New Iron Curtain rising on the EU border with Belarus

"New EU-sanctions package against Belarus might backfire"

After introducing the latest EU sanctions package against the Republic of Belarus, the Baltic States Latvia, Estonia, and Lithuania imposed an entrance ban for almost all passenger cars with Belarusian license plates. Belarusian cars currently present in these countries were given limited time to either leave or reregister locally. Aimed at closing loopholes in the sanctions which were introduced to punish the regimes in Minsk and Moscow for their aggressive behaviour and to strengthen border security at NATO’s eastern flank, the passenger car ban sparked strong negative reactions, also from the democratic community of Belarus. They warn that shutting the EU’s door for regular citizens, most of whom voted for Sviatlana Tsikhanouskaya in 2020, will only further alienate the Belarusian population from the West. As trade with the Lukashenka regime continues, his propaganda machine will know how to use the “travel ban” to strengthen the pro-Russian narrative claiming that “nobody in the West wants you Belarusians”.

EU sanctions against the regime in Minsk

Analytical note compiled by Belarusian experts.

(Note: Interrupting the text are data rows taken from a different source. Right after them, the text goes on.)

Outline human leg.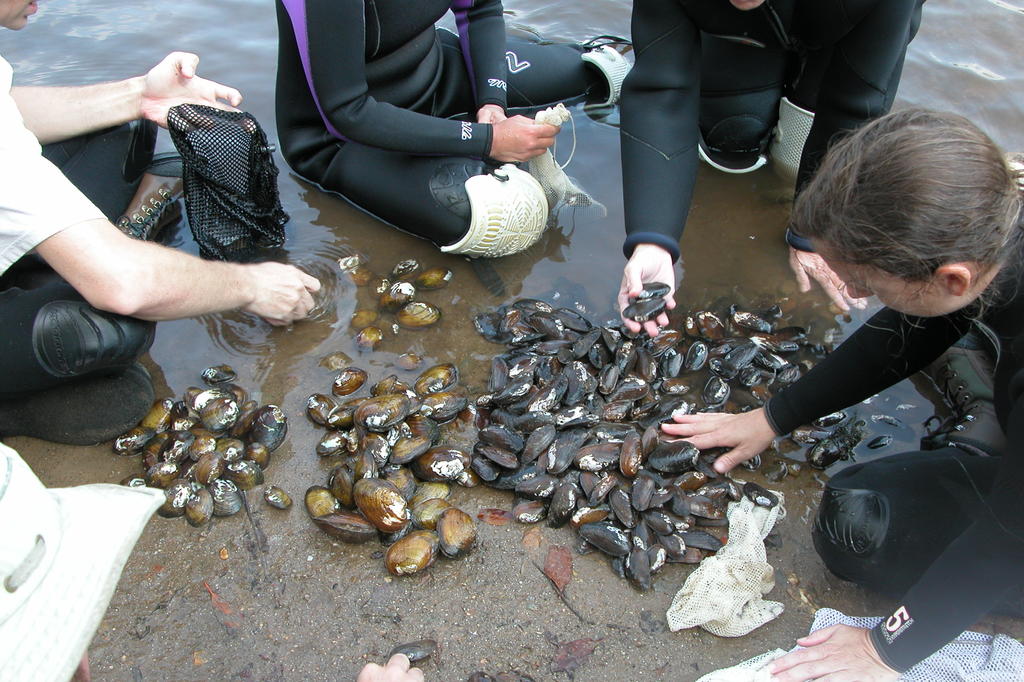
Outline: bbox(761, 41, 892, 181).
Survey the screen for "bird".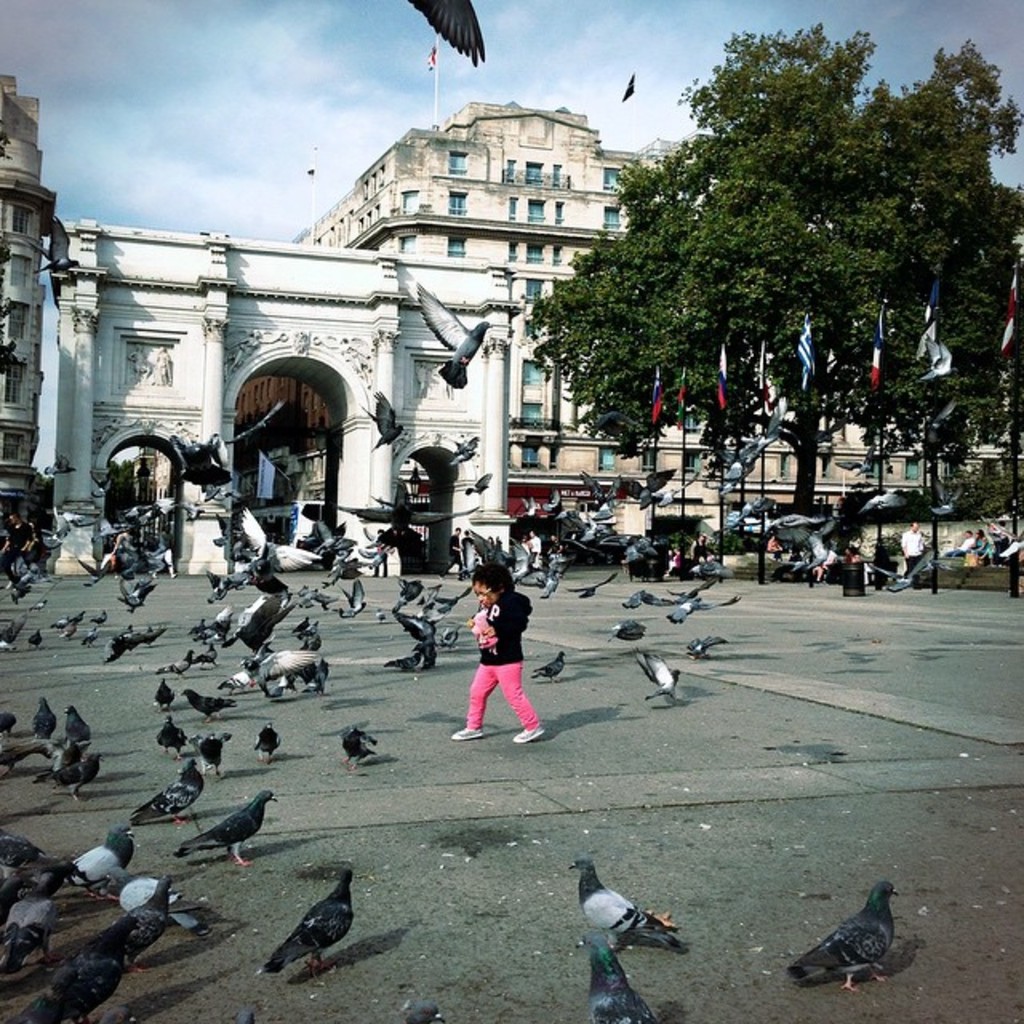
Survey found: (left=61, top=622, right=78, bottom=637).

In recent years, the relevance of the topic of sanctions policy towards the regime in Belarus has grown continuously.  The Western community keeps adopting new packages in response to the regime’s political repressions, its participation in Russia’s war on Ukraine and threats to regional security, and there are no signs that sanctions might soon be eased or lifted. This policy brief, compiled by Belarusian experts from various professional fields, aims to provide readers with a wide range of information and analysis on the inner rationale and effects of Western sanctions on regime in Belarus. The paper presents not only the chronology of sanctions but seeks to point out the correlation of goals and results, as well as the effects in different spheres and on separate groups of actors. The goal is to provide decision makers and the interested public with a "big picture" view on the sanctions’ environment, hoping to inform adequate and effective decisions in this field.

Generiert mit Adobes Firefly KI in Photoshop

Political system in Belarus

One nation – two new representative bodies?

In spring 2024, Belarusians had the “pleasure” of renewing two political bodies, both of which claim to represent the people, albeit in diametrically opposed ways: The All-Belarusian People's Assembly, appointed by Lukashenka, is intended to be the new super-authority to ensure his personal rule and the continuation of the authoritarian system, while at the same time fulfilling a demand by Vladimir Putin for internal reforms in Belarus. Staffed by 1,200 loyalists, it is also an artificial image of an “ideal society” in the eyes of the ruler, which excludes political opponents, i.e. most of the electorate, from participation. The democratic forces in exile, on the other hand, held what was probably the first Belarusian democratic election since 1994 with the elections to the Coordination Council. Technically successful, they hardly managed to arouse greater interest among the population, as the mandate, function, and potential for action of the “proto parliament” remains unclear. This report analyses how both work, how they came about and how they fit into the current political situation in and around Belarus.